Abstract
Hazardous materials (hazmats) pose a danger to the environment and to human health due to their toxic chemical ingredients. They include explosives, flammables, oxidizing materials, poisonous and infectious substances, radioactive materials, corrosive substances, and hazardous wastes. Most hazmats are not used at their point of production, and they are transported over considerable distances. For example, it is estimated that four billion tons of hazmats are transported annually across the U.S. highway, railroad, waterway and pipeline networks. Thus, according to the U.S. Department of Commerce (1994), roughly every fifth truck on U.S. highways is a hazmat truck. The public seems to be increasingly concerned with the unprecedented volume of dangerous goods movements. This is primarily because of the possibility of unintentional releases of toxic substances to the environment during transport
Access this chapter
Tax calculation will be finalised at checkout
Purchases are for personal use only
Preview
Unable to display preview. Download preview PDF.
References
Batta, R. and S.S. Chiu (1988), “Optimal Obnoxious Paths on a Network: Transportation of Hazardous Materials,” Operations Research, 36, 1, pp. 84–92.

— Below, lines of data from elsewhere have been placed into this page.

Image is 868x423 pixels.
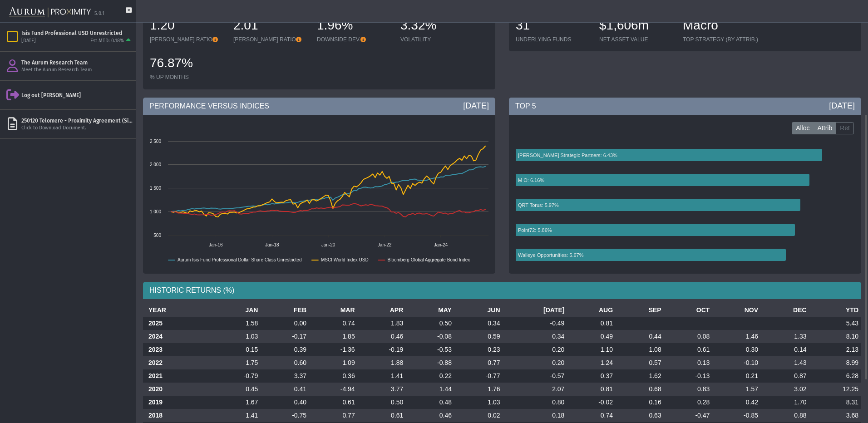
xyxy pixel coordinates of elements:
[712,409,761,422] td: -0.85
[518,202,559,208] text: QRT Torus: 5.97%
[503,317,568,330] td: -0.49
[503,383,568,396] td: 2.07
[665,409,713,422] td: -0.47
[810,356,862,369] td: 8.99
[309,356,358,369] td: 1.09
[213,356,261,369] td: 1.75
[810,304,862,317] th: YTD
[143,396,213,409] th: 2019
[406,356,455,369] td: -0.88
[665,369,713,383] td: -0.13
[567,317,616,330] td: 0.81
[455,317,503,330] td: 0.34
[143,317,213,330] th: 2025
[233,36,308,43] div: [PERSON_NAME] RATIO
[455,330,503,343] td: 0.59
[503,343,568,356] td: 0.20
[358,330,406,343] td: 0.46
[261,343,309,356] td: 0.39
[567,409,616,422] td: 0.74
[792,122,814,135] label: Alloc
[814,122,837,135] label: Attrib
[9,2,91,22] img: Aurum-Proximity%20white.svg
[150,139,161,144] text: 2 500
[761,369,810,383] td: 0.87
[810,383,862,396] td: 12.25
[213,396,261,409] td: 1.67
[22,59,132,66] div: The Aurum Research Team
[712,304,761,317] th: NOV
[567,369,616,383] td: 0.37
[261,330,309,343] td: -0.17
[90,38,124,44] div: Est MTD: 0.18%
[406,330,455,343] td: -0.08
[406,409,455,422] td: 0.46
[406,383,455,396] td: 1.44
[665,383,713,396] td: 0.83
[143,383,213,396] th: 2020
[143,409,213,422] th: 2018
[406,396,455,409] td: 0.48
[309,317,358,330] td: 0.74
[143,282,862,299] div: HISTORIC RETURNS (%)
[712,369,761,383] td: 0.21
[518,227,552,233] text: Point72: 5.86%
[150,54,224,73] div: 76.87%
[455,396,503,409] td: 1.03
[761,396,810,409] td: 1.70
[665,356,713,369] td: 0.13
[150,36,224,43] div: [PERSON_NAME] RATIO
[665,343,713,356] td: 0.61
[22,91,132,99] div: Log out [PERSON_NAME]
[143,330,213,343] th: 2024
[810,317,862,330] td: 5.43
[22,125,132,132] div: Click to Download Document.
[434,242,448,248] text: Jan-24
[683,17,758,36] div: Macro
[213,369,261,383] td: -0.79
[358,343,406,356] td: -0.19
[616,369,665,383] td: 1.62
[567,356,616,369] td: 1.24
[616,396,665,409] td: 0.16
[518,178,544,183] text: M O: 6.16%
[22,117,132,124] div: 250120 Telomere - Proximity Agreement (Signed).pdf
[665,330,713,343] td: 0.08
[261,409,309,422] td: -0.75
[712,330,761,343] td: 1.46
[683,36,758,43] div: TOP STRATEGY (BY ATTRIB.)
[616,330,665,343] td: 0.44
[261,317,309,330] td: 0.00
[455,409,503,422] td: 0.02
[616,356,665,369] td: 0.57
[665,304,713,317] th: OCT
[358,356,406,369] td: 1.88
[810,330,862,343] td: 8.10
[22,38,36,44] div: [DATE]
[317,17,391,36] div: 1.96%
[22,67,132,73] div: Meet the Aurum Research Team
[143,343,213,356] th: 2023
[406,369,455,383] td: 0.22
[213,409,261,422] td: 1.41
[518,153,617,158] text: [PERSON_NAME] Strategic Partners: 6.43%
[321,258,369,262] text: MSCI World Index USD
[761,383,810,396] td: 3.02
[309,304,358,317] th: MAR
[406,304,455,317] th: MAY
[810,396,862,409] td: 8.31
[143,304,213,317] th: YEAR
[503,356,568,369] td: 0.20
[509,97,862,115] div: TOP 5
[712,383,761,396] td: 1.57
[309,330,358,343] td: 1.85
[761,304,810,317] th: DEC
[213,330,261,343] td: 1.03
[213,304,261,317] th: JAN
[518,252,584,258] text: Walleye Opportunities: 5.67%
[616,383,665,396] td: 0.68
[150,209,161,214] text: 1 000
[321,242,336,248] text: Jan-20
[829,100,855,111] div: [DATE]
[599,17,674,36] div: $1,606m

Erkut E. and V. Verter (1995a), “A Framework for Hazardous Materials Transport Risk Assessment,” Risk Analysis, 15, 5, pp. 589–601.

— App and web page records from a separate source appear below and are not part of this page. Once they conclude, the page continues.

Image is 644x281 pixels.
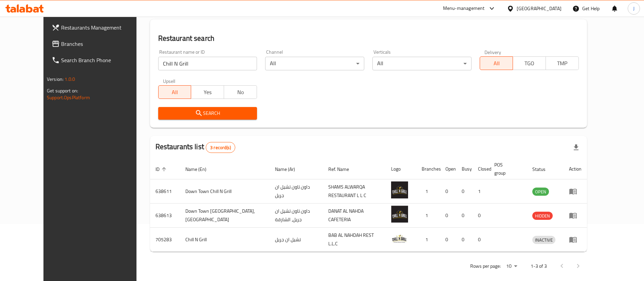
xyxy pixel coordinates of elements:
a: Restaurants Management [46,20,151,36]
label: Upsell [163,78,176,83]
table: enhanced table [150,159,587,252]
td: 638613 [150,204,180,227]
button: TMP [545,56,579,70]
td: 0 [440,204,456,227]
div: Menu [569,188,581,195]
span: All [482,58,510,69]
div: Total records count [206,142,235,153]
img: Chill N Grill [391,230,408,247]
button: No [224,86,257,99]
td: BAB AL NAHDAH REST L.L.C [323,227,386,252]
td: 0 [472,204,489,227]
button: TGO [512,56,545,70]
div: All [372,57,471,71]
span: Status [532,165,554,173]
a: Search Branch Phone [46,52,151,69]
div: Menu [569,235,581,244]
span: 3 record(s) [206,144,235,151]
td: داون تاون تشيل ان جريل، الشارقة [269,204,323,227]
td: 1 [416,204,440,227]
td: Down Town [GEOGRAPHIC_DATA], [GEOGRAPHIC_DATA] [180,204,269,227]
span: TGO [515,58,543,69]
th: Action [563,159,587,180]
th: Branches [416,159,440,180]
button: All [158,86,191,99]
th: Open [440,159,456,180]
button: Search [158,107,257,120]
td: 705283 [150,227,180,252]
div: Menu [569,211,581,220]
span: All [161,88,189,97]
input: Search for restaurant name or ID.. [158,57,257,71]
a: Branches [46,36,151,52]
div: HIDDEN [532,212,553,220]
span: Restaurants Management [61,24,146,31]
span: 1.0.0 [65,74,75,84]
td: 1 [416,227,440,252]
p: 1-3 of 3 [530,262,547,271]
span: TMP [548,58,576,69]
a: Support.OpsPlatform [47,93,90,102]
div: Rows per page: [503,261,519,272]
td: 0 [440,180,456,204]
img: Down Town Chill N Grill [391,182,408,199]
span: Search Branch Phone [61,56,146,64]
span: POS group [494,161,519,177]
span: Search [164,109,252,118]
td: SHAMS ALWARQA RESTAURANT L L C [323,180,386,204]
h2: Restaurant search [158,33,579,44]
td: 638611 [150,180,180,204]
td: 0 [456,227,472,252]
span: J [633,5,634,12]
td: تشيل ان جريل [269,227,323,252]
td: 0 [456,180,472,204]
td: 0 [456,204,472,227]
td: 1 [472,180,489,204]
span: Ref. Name [328,165,358,173]
span: ID [155,165,168,173]
th: Closed [472,159,489,180]
button: All [480,56,513,70]
div: [GEOGRAPHIC_DATA] [517,5,561,12]
span: OPEN [532,188,549,196]
span: Name (Ar) [275,165,303,173]
td: Down Town Chill N Grill [180,180,269,204]
div: Menu-management [443,5,485,12]
span: Branches [61,40,146,48]
img: Down Town Chill N Grill, Sharjah [391,206,408,223]
td: 0 [472,227,489,252]
span: Yes [194,88,221,97]
span: INACTIVE [532,236,555,244]
span: Name (En) [185,165,215,173]
td: DANAT AL NAHDA CAFETERIA [323,204,386,227]
button: Yes [191,86,224,99]
div: OPEN [532,188,549,196]
p: Rows per page: [470,262,500,271]
th: Busy [456,159,472,180]
span: HIDDEN [532,212,553,220]
td: Chill N Grill [180,227,269,252]
label: Delivery [484,50,501,54]
div: Export file [568,139,584,156]
td: 1 [416,180,440,204]
th: Logo [386,159,416,180]
span: Get support on: [47,86,78,95]
span: Version: [47,74,63,84]
div: All [265,57,364,71]
span: No [226,88,254,97]
td: داون تاون تشيل ان جريل [269,180,323,204]
td: 0 [440,227,456,252]
h2: Restaurants list [155,142,235,153]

Erkut E. and V. Verter (1995b), “Hazardous Materials Logistics”, in Facility Location: A Survey of Applications and Methods, Z. Drezner (ed.), pp. 467–506, Springer-Verlag, New York.
Glickman T.S. and M.A. Sontag (1995), “The Tradeoffs Associated with Rerouting Highway Shipments of Hazardous Materials to Minimize Risk,” Risk Analysis, 15, pp. 61–67.

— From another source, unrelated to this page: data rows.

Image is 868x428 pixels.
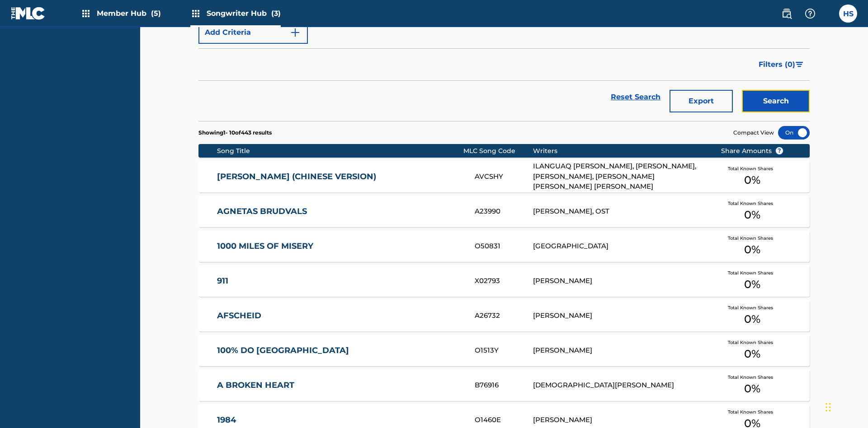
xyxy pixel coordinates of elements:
[217,207,463,217] a: AGNETAS BRUDVALS
[475,241,532,252] div: O50831
[744,311,761,328] span: 0 %
[475,172,532,182] div: AVCSHY
[734,129,775,137] span: Compact View
[207,8,281,19] span: Songwriter Hub
[199,21,308,44] button: Add Criteria
[744,242,761,258] span: 0 %
[728,304,777,311] span: Total Known Shares
[217,172,463,182] a: [PERSON_NAME] (CHINESE VERSION)
[464,147,533,156] div: MLC Song Code
[533,147,707,156] div: Writers
[97,8,161,19] span: Member Hub
[533,380,707,391] div: [DEMOGRAPHIC_DATA][PERSON_NAME]
[290,27,301,38] img: 9d2ae6d4665cec9f34b9.svg
[728,165,777,172] span: Total Known Shares
[823,385,868,428] iframe: Chat Widget
[217,147,464,156] div: Song Title
[670,90,733,113] button: Export
[475,207,532,217] div: A23990
[151,9,161,17] span: (5)
[781,8,792,19] img: search
[728,200,777,207] span: Total Known Shares
[728,235,777,242] span: Total Known Shares
[744,381,761,397] span: 0 %
[801,4,820,23] div: Help
[776,147,783,155] span: ?
[744,172,761,189] span: 0 %
[533,415,707,426] div: [PERSON_NAME]
[475,415,532,426] div: O1460E
[728,270,777,276] span: Total Known Shares
[217,241,463,252] a: 1000 MILES OF MISERY
[744,207,761,223] span: 0 %
[475,311,532,321] div: A26732
[533,276,707,286] div: [PERSON_NAME]
[728,340,777,346] span: Total Known Shares
[475,380,532,391] div: B76916
[217,380,463,391] a: A BROKEN HEART
[826,394,831,421] div: Drag
[742,90,810,113] button: Search
[217,311,463,321] a: AFSCHEID
[840,4,857,23] div: User Menu
[475,346,532,356] div: O1513Y
[533,311,707,321] div: [PERSON_NAME]
[728,374,777,381] span: Total Known Shares
[778,4,796,23] a: Public Search
[805,8,816,19] img: help
[217,415,463,426] a: 1984
[744,276,761,293] span: 0 %
[11,7,46,20] img: MLC Logo
[217,346,463,356] a: 100% DO [GEOGRAPHIC_DATA]
[796,62,804,67] img: filter
[744,346,761,362] span: 0 %
[721,147,784,156] span: Share Amounts
[533,207,707,217] div: [PERSON_NAME], OST
[728,409,777,416] span: Total Known Shares
[271,9,281,17] span: (3)
[607,87,665,107] a: Reset Search
[533,241,707,252] div: [GEOGRAPHIC_DATA]
[191,8,201,19] img: Top Rightsholders
[217,276,463,286] a: 911
[753,53,810,76] button: Filters (0)
[475,276,532,286] div: X02793
[80,8,92,19] img: Top Rightsholders
[533,161,707,192] div: ILANGUAQ [PERSON_NAME], [PERSON_NAME], [PERSON_NAME], [PERSON_NAME] [PERSON_NAME] [PERSON_NAME]
[759,59,796,70] span: Filters ( 0 )
[533,346,707,356] div: [PERSON_NAME]
[825,9,834,18] div: Notifications
[199,129,272,137] p: Showing 1 - 10 of 443 results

Hundhausen, G. (1996), Accident risk in complementary transport chains, presented at the Workshop on Societal Risk, Transport Safety, and Safety Policy, Utrecht, The Netherlands.
List, G. and P.B. Mirchandani (1991), “An Integrated Network/Planar Multiobjective Model for Routing and Siting of Hazardous Materials and Wastes,” Transportation Science, 25, 2, pp. 146–156.
Saccomanno, F., J. Shortreed, M. Aerde, and J. Higgs (1990), Comparison of Risk Measures for the Transport of Dangerous Commodities by Truck and Rail. Transportation Research Record, Vol. 1245, pp. 1–13.
Shortreed, J., D. Belluz, F. Saccomanno, S. Nassar, L. Craig and G. Paoli (1994), Transportation Risk Assessment for the Alberta Special Waste Management System, Institute for Risk Research, University of Waterloo (Final Report).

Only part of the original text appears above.